Again as with my code reviews, one of the things I noticed in many classes is that they all have properties with only set accessors, but either no get accessor at all or with a private get accessor.

Although if you think for a sec, it sounds good to have many times a writable property but not readable. In fact, even I had the same notion many a times while writing code so far. But one thing I realized or learned today that such a feature is really not needed or its kind of not worthy to have in your code. The reason is simple that consumer code using your property can set a value for your private variable, so when he can set a value that means he already knows the value, so why to make your property a read only?

As of now, you may think that “OK? but what if I change this private variable's value once the consumer code sets a value to it”. Let me show that in code:

class CustomClass
{
    private string _someValue;
    
    public string MyProperty
    {
        set
        {
            _someValue = value;
        }
    }
    
    public void SomeMethod()
    {
        if (!string.IsNullOrEmpty(_someValue))
        {
            //Do some operations
           _someValue = string.Concat(_someValue, " some other values");
        }
    }
}

class TestClass
{
    public void TestMethod()
    {
        CustomClass cs = new CustomClass();
        cs.MyProperty = "My values";
        
        cs.SomeMethod();
    }
}

If you are planning to do this, then you are having a flawed design actually. When you are receiving a value from consumer into your class, then you should not change it or use it to store it, rather use other member to store the data. This way, a guy who is having rights to set a data will also have rights to get (read) a data. That way, you shall have a better design implemented. Because if you do not do this, later on, if consumer calls a method which may return this set value along with other data (say as a List<TVal>), then you are giving the consumer code wrong information.

Along with this, I do not see any better security added to your data in your class at all, right? Think for a moment. The only reason you implement properties to have a better security is mostly for not giving writable access. But here in this case, you already gave away the most critical part of the security and now you are trying do a small work in making it secure which is not really useful.

Hope it helps, your comments are welcome.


→ **Activity**
Return copies of the lines below that mention "week".

Element data from apps and pages
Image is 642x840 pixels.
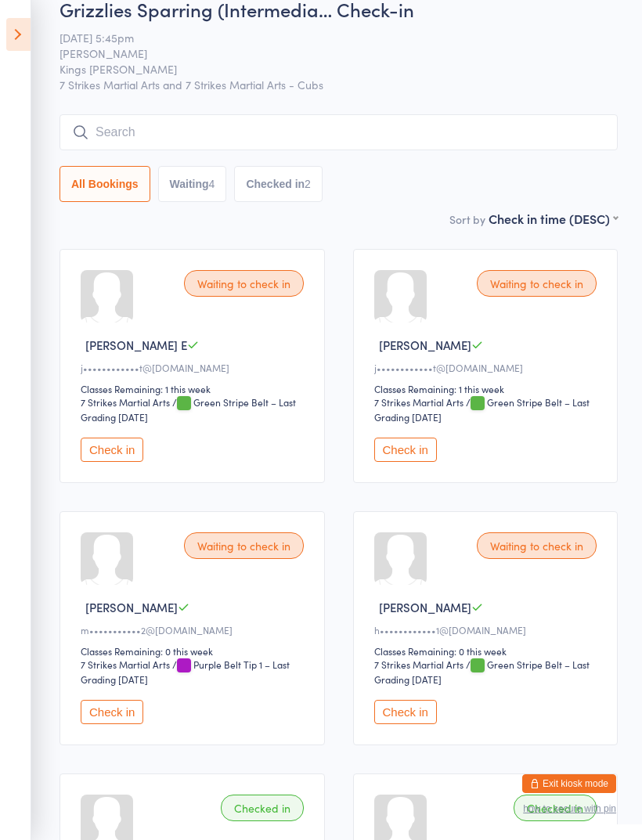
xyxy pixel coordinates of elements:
span: 7 Strikes Martial Arts and 7 Strikes Martial Arts - Cubs [59,76,618,93]
button: Check in [80,700,143,725]
div: 4 [209,178,215,190]
div: 7 Strikes Martial Arts [374,395,463,409]
div: 7 Strikes Martial Arts [80,658,170,671]
span: [DATE] 5:45pm [59,30,593,46]
div: Checked in [514,795,596,821]
div: 2 [305,178,310,190]
button: Check in [374,437,436,462]
button: Checked in2 [234,166,323,202]
input: Search [59,115,618,150]
span: [PERSON_NAME] E [85,337,187,353]
div: Waiting to check in [184,270,304,297]
div: Classes Remaining: 1 this week [80,382,308,395]
div: Check in time (DESC) [488,210,618,227]
div: 7 Strikes Martial Arts [80,395,170,409]
span: [PERSON_NAME] [59,46,593,61]
span: [PERSON_NAME] [85,599,178,616]
div: h••••••••••••1@[DOMAIN_NAME] [374,624,602,637]
span: [PERSON_NAME] [379,337,471,353]
div: j••••••••••••t@[DOMAIN_NAME] [80,361,308,374]
div: Classes Remaining: 0 this week [80,645,308,658]
span: Kings [PERSON_NAME] [59,61,593,76]
button: how to secure with pin [523,803,616,815]
div: Checked in [221,795,304,821]
label: Sort by [449,211,485,227]
button: Check in [374,700,436,725]
button: All Bookings [59,166,150,202]
div: j••••••••••••t@[DOMAIN_NAME] [374,361,602,374]
div: Classes Remaining: 0 this week [374,645,602,658]
div: Classes Remaining: 1 this week [374,382,602,395]
div: Waiting to check in [184,533,304,559]
button: Exit kiosk mode [522,775,616,794]
button: Check in [80,437,143,462]
div: Waiting to check in [477,533,596,559]
div: Waiting to check in [477,270,596,297]
div: 7 Strikes Martial Arts [374,658,463,671]
button: Waiting4 [158,166,227,202]
div: m•••••••••••2@[DOMAIN_NAME] [80,624,308,637]
span: [PERSON_NAME] [379,599,471,616]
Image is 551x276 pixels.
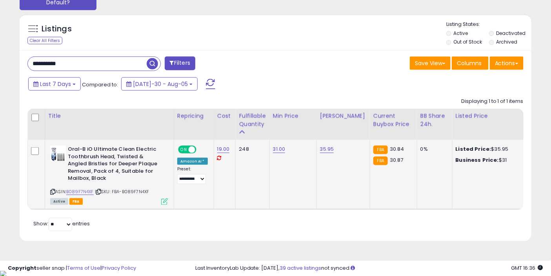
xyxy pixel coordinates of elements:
[177,158,208,165] div: Amazon AI *
[28,77,81,91] button: Last 7 Days
[456,145,492,153] b: Listed Price:
[239,146,263,153] div: 248
[373,146,388,154] small: FBA
[497,38,518,45] label: Archived
[456,146,521,153] div: $35.95
[390,145,404,153] span: 30.84
[452,56,489,70] button: Columns
[50,146,66,161] img: 41zjDtw5XeL._SL40_.jpg
[456,156,499,164] b: Business Price:
[512,264,543,271] span: 2025-08-13 16:36 GMT
[457,59,482,67] span: Columns
[454,30,468,36] label: Active
[217,145,230,153] a: 19.00
[320,145,334,153] a: 35.95
[497,30,526,36] label: Deactivated
[48,112,171,120] div: Title
[421,112,449,128] div: BB Share 24h.
[8,264,136,272] div: seller snap | |
[68,146,163,184] b: Oral-B iO Ultimate Clean Electric Toothbrush Head, Twisted & Angled Bristles for Deeper Plaque Re...
[410,56,451,70] button: Save View
[95,188,149,195] span: | SKU: FBA-B089F7N4XF
[50,198,68,205] span: All listings currently available for purchase on Amazon
[8,264,36,271] strong: Copyright
[373,157,388,165] small: FBA
[280,264,322,271] a: 39 active listings
[165,56,195,70] button: Filters
[195,264,543,272] div: Last InventoryLab Update: [DATE], not synced.
[373,112,414,128] div: Current Buybox Price
[133,80,188,88] span: [DATE]-30 - Aug-05
[69,198,83,205] span: FBA
[40,80,71,88] span: Last 7 Days
[177,112,211,120] div: Repricing
[446,21,532,28] p: Listing States:
[454,38,483,45] label: Out of Stock
[50,146,168,204] div: ASIN:
[456,157,521,164] div: $31
[67,264,100,271] a: Terms of Use
[421,146,446,153] div: 0%
[239,112,266,128] div: Fulfillable Quantity
[273,145,286,153] a: 31.00
[177,166,208,184] div: Preset:
[217,112,233,120] div: Cost
[42,24,72,35] h5: Listings
[273,112,313,120] div: Min Price
[456,112,524,120] div: Listed Price
[82,81,118,88] span: Compared to:
[320,112,367,120] div: [PERSON_NAME]
[102,264,136,271] a: Privacy Policy
[27,37,62,44] div: Clear All Filters
[121,77,198,91] button: [DATE]-30 - Aug-05
[461,98,524,105] div: Displaying 1 to 1 of 1 items
[66,188,94,195] a: B089F7N4XF
[195,146,208,153] span: OFF
[33,220,90,228] span: Show: entries
[490,56,524,70] button: Actions
[179,146,189,153] span: ON
[390,156,404,164] span: 30.87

→ **Response to the task**
div: Classes Remaining: 1 this week [80,382,308,395]
div: Classes Remaining: 0 this week [80,645,308,658]
div: Classes Remaining: 0 this week [374,645,602,658]
div: Classes Remaining: 1 this week [374,382,602,395]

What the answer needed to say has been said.